Two Bay Area railway workers gave new meaning to “transit oriented development” when they allegedly built two illegal apartments inside train stations.
San Mateo prosecutors allege that two former Caltrain officials built two secret office-to-apartment conversions in two Peninsula stations south of San Francisco, the San Jose Mercury News reported.
Former Caltrain Deputy Director Joseph Navarro and contractor Seth Andrew Worden face felony charges for misusing public funds to build the mini apartments in the historic Burlingame and Millbrae stations. Neither facility is being used by the public.
Worden, a 61-year-old resident of Oceanside in San Diego County, was arraigned March 27 and released on his own recognizance, court records show. He pleaded not guilty, according to media reports.
Navarro, 66, formerly of the Bay Area and now of Newtown, Pennsylvania, is scheduled to be arraigned April 29.
Transit workers found Worden’s Millbrae apartment in 2020, but didn’t discover Navarro’s secret hideaway inside the Burlingame station until an anonymous tip in 2022. Both were fired.
Their alleged crimes have received some admiration in a region where developers can easily spend north of $900,000 to build one unit of affordable housing.
Some on social media said that living in a historic train station like Burlingame, which was built in 1894 and designated a historic landmark in California, had its own appeal.

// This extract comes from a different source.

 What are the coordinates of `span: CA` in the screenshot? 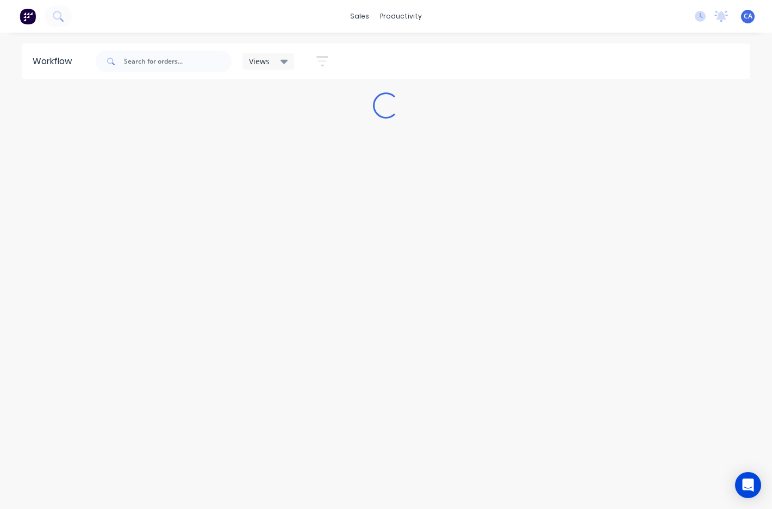 It's located at (748, 16).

“If this isn’t a case for building more housing next to transit then I don’t know what is,” wrote one user on social media site X, formerly known as Twitter.
Many were impressed that Worden and Navarro, who spent a respective $8,000 on the Millbrae unit and $42,000 on the Burlingame unit, managed to convert offices into housing on the cheap.
“Hire that man to build housing,” wrote Mark Dinan, an East Palo Alto-based recruiter. “$42k for an apartment!”
For a mere $42,000, Navarro allegedly installed a kitchenette, shower, plumbing and security cameras, prosecutors said.
The duo are accused of trying to fly below the radar by making sure none of the invoices exceeded $3,000, which would have triggered further authorization from Caltrain and TransAmerica Services, the firm that employed Worden.
Housing is notoriously expensive to build in California. Besides high construction costs, impact fees and the permitting process can cost thousands of dollars, fees that Worden and Navarro would not have paid, according to the Mercury News.
The crime also highlighted the plight of super-commuters in the Bay Area.
District Attorney Steve Wagstaffe told the San Francisco Standard that the apartments were a “convenience” for the two former railway workers. “They figured the Bay Area [commute] really is lousy,” he said.